DENVER (KDVR) — Months after Black Lives Matter rallies slowed in Colorado’s Capitol, crews continue to bring the complex back to normal.
“There have been occasions when people tagged the capitol, but never to the extent that we saw this summer,” said Doug Platt, director of the department of personnel and administration.
After repeated nights of damage to the Capitol and surrounding buildings, Platt said Tuesday the repair work got into full swing once the unrest and protesting was no longer a daily occurrence.
“The first level of the building was completely peppered with graffiti,” said Platt, looking across the Capitol walls that are now, finally, clean of paint and other markings.
Glass and windows are repaired and the graffiti is gone, but on Tuesday the DPA continued to work on the granite walls, which require a special type of cleaning method. The repaired windows will remain boarded up as a precaution and the fence around the Capitol building will stay until crews finish the restoration.
“The graffiti clean-up alone cost around $160K.”

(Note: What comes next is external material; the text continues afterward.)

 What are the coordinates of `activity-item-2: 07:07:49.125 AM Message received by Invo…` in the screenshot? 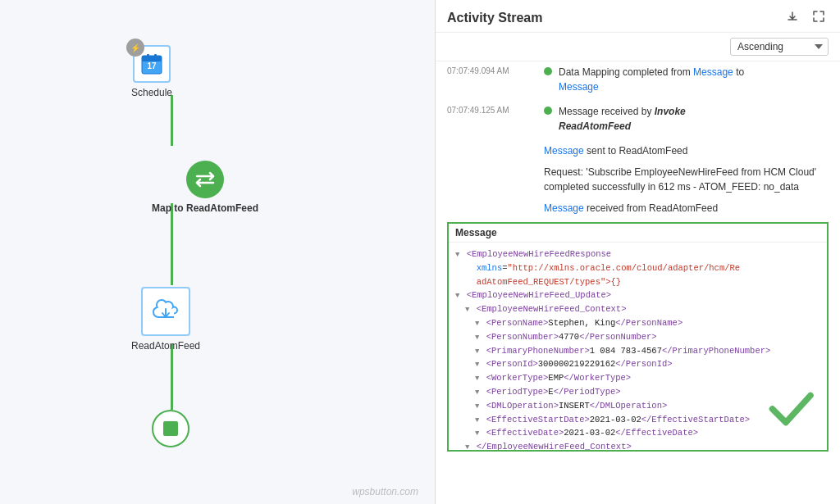 It's located at (638, 119).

Colorado’s risk management fund is paying for the cost of cleanup. Platt estimates the total cost of repairs to the building and the complex to be about $1.1 million, but more money could be spent. The state is self-insured up to the first million dollars in damage, but there is some additional insurance money that will cover statues and monuments that were damaged as well.
Landscaping repairs could carry over into the spring. Platt hopes by the end of the year the department will be able to replace or clean signs that were marked or destroyed.
“It’s encouraging, I’m optimistic, to see where this building was a couple months and then to see it now it’s a dramatic change in the face of the building,” said Platt.